For S3, the different storage classes are available but one has to define lifecycle management policies to move data between them. Intelligent Tiering is now available to automatically move infrequently accessed data to, guess what, the Standard-IA (Standard Infrequent Access) S3 class, thereby costing you less.

There are some caveats though. Currently, it’s just from Standard to Standard-IA i.e. not to One Zone-IA or Glacier, latter of which would have been really useful. There also is a small charge for this automation but should still prove to be economical if there’s a good amount of data stored. In addition, objects smaller than 128KB will not be moved so not really suitable for data comprised of lots of small files.

For more information, read: Automatic Cost Optimization for Amazon S3 via Intelligent Tiering

Amazon S3 and Glacier Archival Enhancements

While on the subject of storage, AWS has introduced several enhancements today to their offering. My favourite of those is Amazon S3 Object Lock, which allows prevention of data deletion for a certain period of time and for any of the S3 storage classes.

This is of particular importance to compliance use-cases. The lock can be enabled in “Governance” or “Compliance” mode. In the case of former, one can define certain user accounts that can remove the lock if/when required but for the latter, it’s stored without any change access to anyone, even the root account!

That’s perfect for long-term compliance and retention requirements and will avoid a lot of hoops one had to go through to secure such data on public cloud storage.

In addition to this, there’s “S3 Restore Speed Upgrade” that one can use to expedite restore speeds and “S3 Restore Notifications”, which as the name implies, allows you to be notified when your restore job has finished.

For more information, read: Amazon S3 & Amazon S3 Glacier Launch Announcements for Archival Workloads

AWS Transfer for SFTP

We all know that SFTP is widely used to transfer data from one place to another and especially to cloud storage. Today, AWS is launching AWS Transfer for SFTP to have a fully-managed and highly-available SFTP service available for you to consume for such operations.

The great thing about this is that you get fine-grained control over permissions and policies. Also, as the data goes to S3, you can take advantage of all the capabilities that S3 has to offer in terms of availability, durability and lifecycle management.

In addition, you can also implement the same automation techniques that are available to S3 users e.g. triggering a Lambda function when an object lands and transform it into something else or serve it to another process etc.

In terms of pricing, you pay a per-hour fee for each running server and per-GB data transfer fee (both upload and download).

For more information, read: AWS Transfer for SFTP – Fully Managed SFTP Service for Amazon S3

AWS Data Sync

There are instances where the transfer of data to AWS using SnowBall or even SnowMobile isn’t appropriate i.e. where the rate of change of data is very high, rendering the data transfer useless by the time it gets to AWS. This is especially true for sectors where data is generated on-premises and quite frequently but processed in the cloud.
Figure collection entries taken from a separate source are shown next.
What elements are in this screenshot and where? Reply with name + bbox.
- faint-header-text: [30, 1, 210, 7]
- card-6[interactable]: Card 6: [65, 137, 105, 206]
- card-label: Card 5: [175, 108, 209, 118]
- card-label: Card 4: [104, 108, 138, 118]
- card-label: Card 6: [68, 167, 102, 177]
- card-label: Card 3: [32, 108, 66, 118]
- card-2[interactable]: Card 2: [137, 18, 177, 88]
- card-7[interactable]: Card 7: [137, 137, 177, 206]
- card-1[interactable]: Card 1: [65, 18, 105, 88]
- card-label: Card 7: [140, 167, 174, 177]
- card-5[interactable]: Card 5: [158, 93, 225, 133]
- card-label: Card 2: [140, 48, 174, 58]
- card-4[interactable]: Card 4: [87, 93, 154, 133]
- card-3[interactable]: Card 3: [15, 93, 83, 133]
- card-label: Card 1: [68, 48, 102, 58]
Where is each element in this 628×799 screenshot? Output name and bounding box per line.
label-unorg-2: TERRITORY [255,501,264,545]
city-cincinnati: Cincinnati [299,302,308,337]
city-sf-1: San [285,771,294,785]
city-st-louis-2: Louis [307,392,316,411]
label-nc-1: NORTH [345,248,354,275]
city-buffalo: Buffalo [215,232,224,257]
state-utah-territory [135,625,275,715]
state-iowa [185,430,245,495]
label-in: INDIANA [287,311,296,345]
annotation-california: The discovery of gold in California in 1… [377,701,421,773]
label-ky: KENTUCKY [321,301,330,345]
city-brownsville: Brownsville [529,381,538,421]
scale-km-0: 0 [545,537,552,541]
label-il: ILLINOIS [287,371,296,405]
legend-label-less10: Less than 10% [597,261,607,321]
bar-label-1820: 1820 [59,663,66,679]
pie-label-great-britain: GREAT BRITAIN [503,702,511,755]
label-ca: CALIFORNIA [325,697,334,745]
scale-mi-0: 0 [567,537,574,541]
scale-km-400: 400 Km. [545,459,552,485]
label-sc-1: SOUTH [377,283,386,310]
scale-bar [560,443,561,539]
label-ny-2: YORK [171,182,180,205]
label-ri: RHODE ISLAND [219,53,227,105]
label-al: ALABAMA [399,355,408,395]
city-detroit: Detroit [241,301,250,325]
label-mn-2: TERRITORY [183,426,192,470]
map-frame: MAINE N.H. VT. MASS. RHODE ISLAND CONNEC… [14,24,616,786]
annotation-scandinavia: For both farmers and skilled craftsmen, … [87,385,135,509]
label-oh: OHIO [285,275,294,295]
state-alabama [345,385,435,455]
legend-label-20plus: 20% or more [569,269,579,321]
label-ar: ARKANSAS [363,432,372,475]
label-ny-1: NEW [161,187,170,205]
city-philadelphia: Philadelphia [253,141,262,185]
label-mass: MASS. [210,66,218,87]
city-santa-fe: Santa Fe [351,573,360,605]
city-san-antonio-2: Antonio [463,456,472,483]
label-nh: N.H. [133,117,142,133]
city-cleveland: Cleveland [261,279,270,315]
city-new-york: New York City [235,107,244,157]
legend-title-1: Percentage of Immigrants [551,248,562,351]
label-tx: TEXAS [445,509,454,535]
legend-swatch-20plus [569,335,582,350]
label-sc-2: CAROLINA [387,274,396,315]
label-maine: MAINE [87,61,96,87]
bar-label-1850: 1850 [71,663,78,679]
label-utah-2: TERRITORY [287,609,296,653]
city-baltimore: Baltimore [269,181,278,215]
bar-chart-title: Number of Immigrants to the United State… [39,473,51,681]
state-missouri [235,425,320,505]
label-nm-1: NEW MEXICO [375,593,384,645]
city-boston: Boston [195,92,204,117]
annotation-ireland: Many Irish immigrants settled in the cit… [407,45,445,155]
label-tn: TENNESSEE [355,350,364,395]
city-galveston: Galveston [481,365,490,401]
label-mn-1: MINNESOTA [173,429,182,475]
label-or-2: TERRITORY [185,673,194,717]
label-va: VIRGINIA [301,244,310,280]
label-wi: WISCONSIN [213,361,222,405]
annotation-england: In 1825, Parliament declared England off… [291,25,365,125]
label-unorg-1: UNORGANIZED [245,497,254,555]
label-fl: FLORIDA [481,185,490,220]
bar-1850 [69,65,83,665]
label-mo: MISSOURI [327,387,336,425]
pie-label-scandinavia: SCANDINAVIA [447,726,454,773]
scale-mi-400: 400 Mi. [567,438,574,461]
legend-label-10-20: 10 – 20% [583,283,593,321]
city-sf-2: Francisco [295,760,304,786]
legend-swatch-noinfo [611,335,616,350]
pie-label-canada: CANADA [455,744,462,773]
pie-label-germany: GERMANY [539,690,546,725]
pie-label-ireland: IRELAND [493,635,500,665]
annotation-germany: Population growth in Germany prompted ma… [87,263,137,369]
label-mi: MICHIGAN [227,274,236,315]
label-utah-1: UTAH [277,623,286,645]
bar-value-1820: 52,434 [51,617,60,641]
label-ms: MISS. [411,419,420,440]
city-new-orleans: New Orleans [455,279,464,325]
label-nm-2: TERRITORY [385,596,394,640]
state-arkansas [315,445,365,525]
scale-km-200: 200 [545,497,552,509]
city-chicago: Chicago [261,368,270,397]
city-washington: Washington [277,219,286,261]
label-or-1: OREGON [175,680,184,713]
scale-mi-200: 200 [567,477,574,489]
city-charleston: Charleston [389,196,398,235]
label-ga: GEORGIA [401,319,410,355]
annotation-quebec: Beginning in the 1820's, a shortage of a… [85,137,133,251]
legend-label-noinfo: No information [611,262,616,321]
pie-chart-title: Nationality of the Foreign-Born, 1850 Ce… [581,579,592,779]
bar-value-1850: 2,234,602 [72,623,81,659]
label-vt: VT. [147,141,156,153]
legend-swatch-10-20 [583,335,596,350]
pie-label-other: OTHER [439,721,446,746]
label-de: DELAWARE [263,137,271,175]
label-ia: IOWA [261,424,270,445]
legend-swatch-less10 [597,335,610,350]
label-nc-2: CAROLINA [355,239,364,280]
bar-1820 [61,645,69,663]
For such use cases, AWS has introduced AWS Data Sync. It’s a managed service and operates using a highly-efficient and purpose-built data transfer protocol. To use it, one would install a VM on-premises, install an agent on it and then send the data to AWS Data Sync.

The data can go to S3 or EFS (Elastic File System) and can be transferred via the Internet or Direct Connect. It should also be noted that the reverse is also true i.e. you can send data from AWS to on-premises in the same way too.

Things to consider is that being highly-efficient, it will need throttling (and options are available) as if data is to be sent, it will go full blast and can quite easily saturate the link.

For more information, read: AWS DataSync – Automated and Accelerated Data Transfer

In addition to the above, SnowBall Edge is now available with more compute and GPU and Amazon EBS Doubles the Maximum Performance of Provisioned IOPS SSD

IoT

There were a few limited availability and preview announcements on the IoT front too that I am listing below for reference:

AWS IoT Things Graph

AWS IoT Things Graph is a service that makes it easy to connect various devices to web services. The key thing here is that the interface is easy and visual, that makes working with it a drag-and-drop affair and removes the need for complex code to perform standard connectivity tasks.

AWS is targeting Home/Industrial Automation and Energy Management as use cases. They are the obvious ones by there might be more going forward.

Currently, it’s only available in preview so one can sign up for it, if interested.

AWS IoT SiteWise

Talking transfer of data at a larger scale from your IoT devices, IoT Site Wise is a managed service that is aimed towards industrial scale IoT data collection and organisation.

It works by having a gateway deployed on-premises, which collects and sends the data to AWS. One can use it on a SnowBall device or install it on a third-party gateway, as they’re typically designed for such functionality.

Such gateways can be deployed at each on-premises location so that data can be sent to a central location i.e. IoT SiteWise where common industrial performance metrics can be created and acted upon, if and when required.

The service is currently in “limited preview” and I’d imagine just to environments that can make use of it.

HPC/ML

Dynamic Training for deep learning with Amazon EC2

As we all know, deep learning is an extremely heavy workload, can run for days (or weeks, depending on the complexity) and require many repetitions of learning cycles. For that reason, it’s typically run on a number of nodes i.e. distributed training, all working together to reduce training time.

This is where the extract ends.